Why did I not leave? Was it only my reluctance to face mistress Manyara after abandoning the task entrusted to me, a simple fear of shame? No. While Munetsi had what Itai and I lacked, a wealthy father and an indulgent mother who would cover over any wrong, I could not stop wondering why Moses would claim the least-desired work in the village as his own. Curiosity kept me laboring in the endless heat.
Bend. Dig. Cut. Burn. The work remained the same. But my head ached. My eyes burned. My hands were clumsy. I hacked at a clump of roots, hit a stone, and the wooden blade splintered in my hands. My patience snapped, and I hurled the ruined tool as far into the krim as I could. Itai's voice floated to me, cursing the bushes and the heat of the day and the damn old jackal who made him endure both. The rhythmic clink of the machete punctuated his unending complaint.
A heel scraped in the dirt behind me.
"The first night on the veld is hard," Moses said. His words held no anger, only a tired sympathy. "It comes from the soil. A slow poison. The ancient ones' weapons could strike further than the eye can see and destroy great cities in a breath. When they warred and ravaged everything that once lay south of us, they birthed The Breaking. But they did not know what would come after." He looked out at the krim. "I cannot think they thought of this."
Shame welled up inside me as he hobbled back to the camp. I possessed two hands, a strong back. Why should I stop working, poisoned earth or not? I marched back and into the krim, thinking to retrieve the tool, to repair it somehow. Ten steps in, I realized I could no longer hear Itai or his machete. I stopped. An utter absence of sound enveloped me. Even my breath seemed muted. Before me stretched row on row of twisted branches, overlapping, intertwining, growing into one another as though becoming a single organism.
They were quiet. Waiting.
I broke and bolted out, certain now of Moses' anger, for I could not work without a tool. But he and Itai had already packed. I volunteered to carry Munetsi's portion and didn't feel its weight, so glad was I to leave the place where the silence crouched like a living thing.
When we returned to the village, mistress Manyara arranged for me to borrow a knife and kept watch over me as I carved a piece of blackwood into an approximation of my old tool. After returning it, I slept, and when I awoke the next morning, the dullness had left me. My body felt strong, my mind awhirl with questions. I dressed quickly and went early to the meeting place.
I found Moses already there. We spoke while waiting for Itai, but whenever our conversation closed in on something important -- the krim's origin, the risk they posed to the village, the strange way in which they would not burn -- he spun it toward talk of little consequence. He seemed distrustful of my queries, as though I only sought opportunity to mock. And every few moments the bottle would rise to his lips. I wondered how long he could go without the heat of it in his mouth.
Finally, Itai appeared. He did not have his spear.
"You do not have your spear," Moses said.
"You do not have your spear," Itai echoed. "What of it? I have this." He waved the machete.
"That will not help when you have need of it. I have told you --"
"I don't care what you have told me, old sow!" Itai shouted, the mockery flashing into anger. "You want nothing more than ears to listen to you, nothing more than people who will --"
"Go get it," I said, cutting him off. "You're wasting the light."
Itai dropped the machete and rushed at me. I punched him in his side, and he gasped, staggered, but came again, more measured this time. He landed three blows -- two on my chest and one that grazed my ear -- before I buried my fist in his stomach. He went down hard into the dust, retching.
When he came back up, he had the machete.
I backed away. Itai's breathing came in ragged gasps, and he wobbled on unsteady legs. Yet a fever flashed in his eyes, and I knew even an errant stroke with the great knife could kill.
"Stop," I told him. "This is foolishness."
Directly behind him lay my spear.
"No," he huffed. "You listen to his lies. He's a half-dead drunk who only wants power."
"But the krim. Have you seen anything like them? They're dead, yet they grow. They won't burn, yet --"
Itai aimed an overhand swipe at me. I twisted aside, felt the wind stirred by the blade ghost past my shoulder, then spun and slid down on one knee, reaching out, the spear slapping into my hand.
As the machete rose again, I thrust the spearpoint through his palm.
Itai screamed. The machete clattered to the ground. He yanked his hand back and, for a terrible instant, got caught on the spear's barb. But then he pulled free and turned and staggered back toward the village, howling and clutching his wrist.
"We must leave," Moses said.
I trembled with the enormity of my actions.
"Rugare, you did well. You didn't aim to kill. All things can be forgiven, but you won't be welcome here for some time. We must leave. You'll have to carry everything. Do you understand? You must bear the weight of everything."
"I understand," I said. "I'll bear it."
Moses toed the abandoned machete. "Take this, too. I don't think he'll miss it."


[Task directions] Write out the records that appear below, verbatim and complete, but without pictures.

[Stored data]
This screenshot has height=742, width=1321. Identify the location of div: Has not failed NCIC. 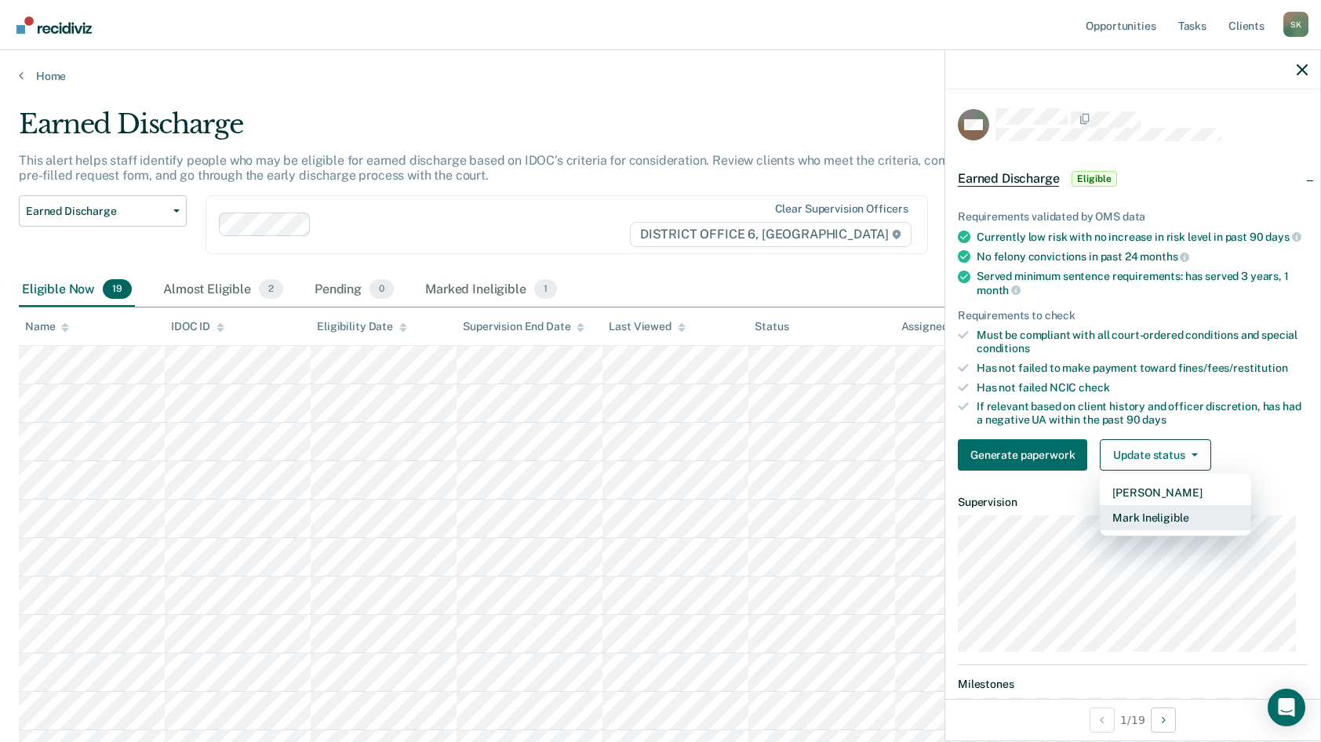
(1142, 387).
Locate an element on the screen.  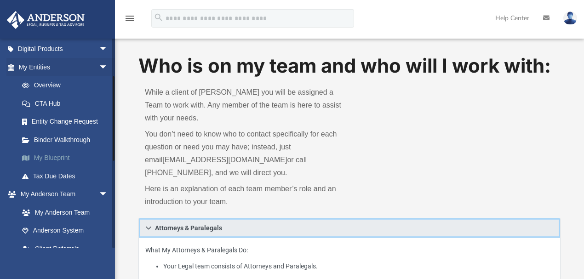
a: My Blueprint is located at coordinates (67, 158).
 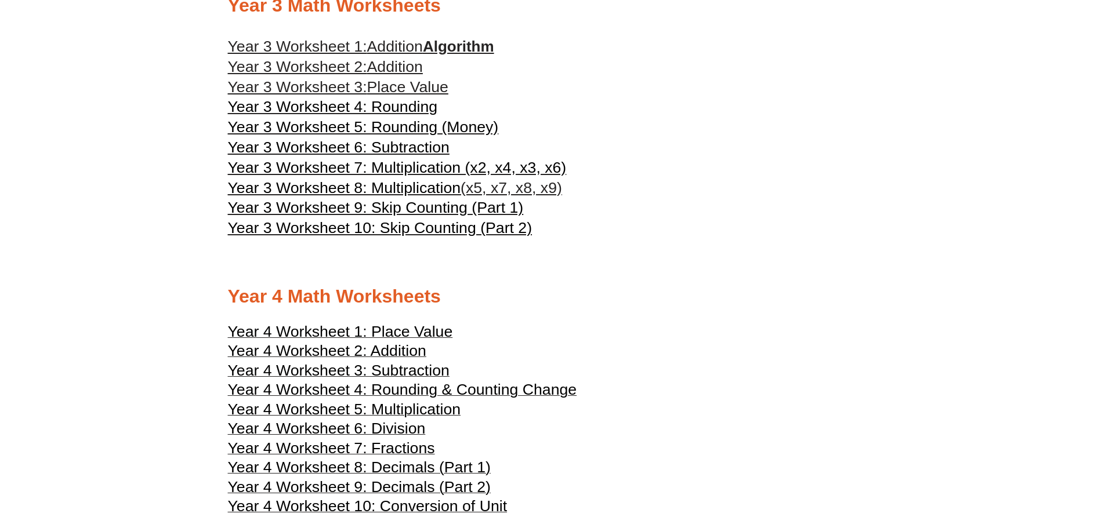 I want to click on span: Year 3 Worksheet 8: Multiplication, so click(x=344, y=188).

[Your response]
This screenshot has height=742, width=1321. Identify the location of div: Has not failed NCIC. 
(1142, 387).
Locate an element on the screen.  
a: My Blueprint is located at coordinates (67, 158).
  I want to click on span: Year 3 Worksheet 8: Multiplication, so click(x=344, y=188).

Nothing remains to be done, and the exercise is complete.